How to Name a Business: Why Founders Who Agonize Over the Name Are Missing the Actual Problem
The name is the least important branding decision you’ll make. The most important one is what the name stands for — and most founders never think about it.

Foundersspend months agonizing over business names. They run name workshops, poll their networks, hire naming consultants, run trademark searches, and eventually land on something they feel good about. Then they wonder why the name isn’t generating the brand recognition they expected.
Here is the uncomfortable truth: the name is not where brand equity comes from. Brand equity comes from what the name stands for — the experiences, outcomes, and associations it accumulates over time through consistent execution. Amazon is a powerful brand not because “Amazon” is a great word, but because of what the name has come to mean through billions of customer interactions.
What Actually Makes a Good Business Name
A good business name is memorable, pronounceable, distinctive in its market, available as a .com and on social handles, and free of negative associations in the languages of your markets. That’s it. The name doesn’t need to describe what you do (Apple doesn’t describe technology). It doesn’t need to be clever. It needs to be ownable and buildable.
The Harder Question No One Asks
Once you have a name, the question that actually matters is: what will this name mean in 5 years? What experiences will clients associate with it? What outcomes will they expect when they see it? What will it signal about the quality and values of the business? That question is answered by brand strategy, not by naming. And it’s the question most founders never ask.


One exact copy of the listing is needed. It should contain no pictures.

(Beginning of DATA PROVIDED)

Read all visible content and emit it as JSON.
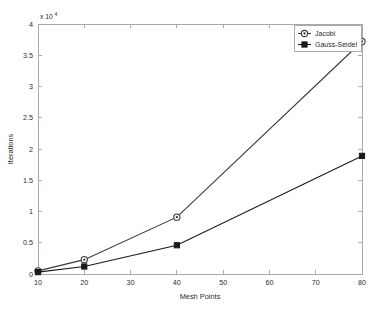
{
  "chart_data": {
    "type": "line",
    "title": "",
    "subtitle": "",
    "xlabel": "Mesh Points",
    "ylabel": "Iterations",
    "y_exponent_label": "x 10",
    "y_exponent_power": "4",
    "y_multiplier": 10000,
    "xlim": [
      10,
      80
    ],
    "ylim": [
      0,
      40000
    ],
    "xticks": [
      10,
      20,
      30,
      40,
      50,
      60,
      70,
      80
    ],
    "xticklabels": [
      "10",
      "20",
      "30",
      "40",
      "50",
      "60",
      "70",
      "80"
    ],
    "yticks": [
      0,
      5000,
      10000,
      15000,
      20000,
      25000,
      30000,
      35000,
      40000
    ],
    "yticklabels": [
      "0",
      "0.5",
      "1",
      "1.5",
      "2",
      "2.5",
      "3",
      "3.5",
      "4"
    ],
    "grid": false,
    "legend_position": "top-right",
    "x": [
      10,
      20,
      40,
      80
    ],
    "series": [
      {
        "name": "Jacobi",
        "marker": "circle-open",
        "color": "#3a3a3a",
        "values": [
          500,
          2300,
          9100,
          37200
        ]
      },
      {
        "name": "Gauss-Seidel",
        "marker": "square-filled",
        "color": "#1a1a1a",
        "values": [
          300,
          1200,
          4600,
          18900
        ]
      }
    ],
    "legend": [
      "Jacobi",
      "Gauss-Seidel"
    ]
  },
  "figure": {
    "background_color": "#ffffff",
    "axis_color": "#a9a9a9",
    "text_color": "#2b2b2b"
  }
}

(End of DATA PROVIDED)

→ ANSWER TO THIS PROBLEM:
Read all visible content and emit it as JSON.
{
  "chart_data": {
    "type": "line",
    "title": "",
    "subtitle": "",
    "xlabel": "Mesh Points",
    "ylabel": "Iterations",
    "y_exponent_label": "x 10",
    "y_exponent_power": "4",
    "y_multiplier": 10000,
    "xlim": [
      10,
      80
    ],
    "ylim": [
      0,
      40000
    ],
    "xticks": [
      10,
      20,
      30,
      40,
      50,
      60,
      70,
      80
    ],
    "xticklabels": [
      "10",
      "20",
      "30",
      "40",
      "50",
      "60",
      "70",
      "80"
    ],
    "yticks": [
      0,
      5000,
      10000,
      15000,
      20000,
      25000,
      30000,
      35000,
      40000
    ],
    "yticklabels": [
      "0",
      "0.5",
      "1",
      "1.5",
      "2",
      "2.5",
      "3",
      "3.5",
      "4"
    ],
    "grid": false,
    "legend_position": "top-right",
    "x": [
      10,
      20,
      40,
      80
    ],
    "series": [
      {
        "name": "Jacobi",
        "marker": "circle-open",
        "color": "#3a3a3a",
        "values": [
          500,
          2300,
          9100,
          37200
        ]
      },
      {
        "name": "Gauss-Seidel",
        "marker": "square-filled",
        "color": "#1a1a1a",
        "values": [
          300,
          1200,
          4600,
          18900
        ]
      }
    ],
    "legend": [
      "Jacobi",
      "Gauss-Seidel"
    ]
  },
  "figure": {
    "background_color": "#ffffff",
    "axis_color": "#a9a9a9",
    "text_color": "#2b2b2b"
  }
}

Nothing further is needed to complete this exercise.